Accepting all the sugestions of the Singh committee without doing away with exemptions would result in a revenue loss of Rs 22,000 crore (Rs 220 billion) annually, revenue department officials said.
The ministry has, therefore, decided that it would be prudent not to touch the corporate tax rate for the third year running.
This is also because the ministry is not sure about the impact of abolishing the dividend tax. In Budget 2002, former Finance Minister Yashwant Sinha had changed the incidence of dividend tax from companies to individuals.
In spite of the Kelkar report, the impact of eliminating the dividend tax on revenue, is not very clear.

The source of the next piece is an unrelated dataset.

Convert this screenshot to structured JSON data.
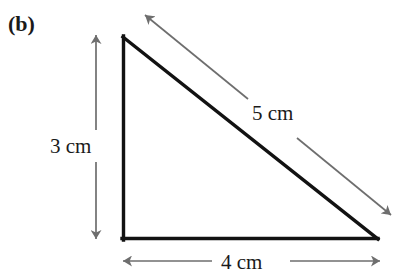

The task force has calculated that while eliminating the tax on dividends would result in a loss of only Rs 1,500 crore (Rs 15 billion), removal of the minimum alternate tax and exemptions allied to the reduction in the corporate tax rate would result in a revenue gain of Rs 10,762 crore (Rs 107.62 billion).
In fact, the revenue nuetrality of the Kelkar report is based on this assumption, on which the revenue department is as yet unwilling to take a call.
The need to reduce the corporate tax rate to the maximum income tax rate rate has been made not only by the Task Force, but also the earlier Shome committee, as well as the NK Singh committee on foreign direct investment.
However, the finance ministry position is based on the argument that corporate tax rates across a large cross section of countries are about 34 per cent and so the domestic rates are not high.
The annual collection from corporate tax is estimated at Rs 48,616 crore (Rs 486.16 billion) for the current fiscal year. The comparable figure from 2001-02 was Rs 39,059 crore (Rs 390.59 billion).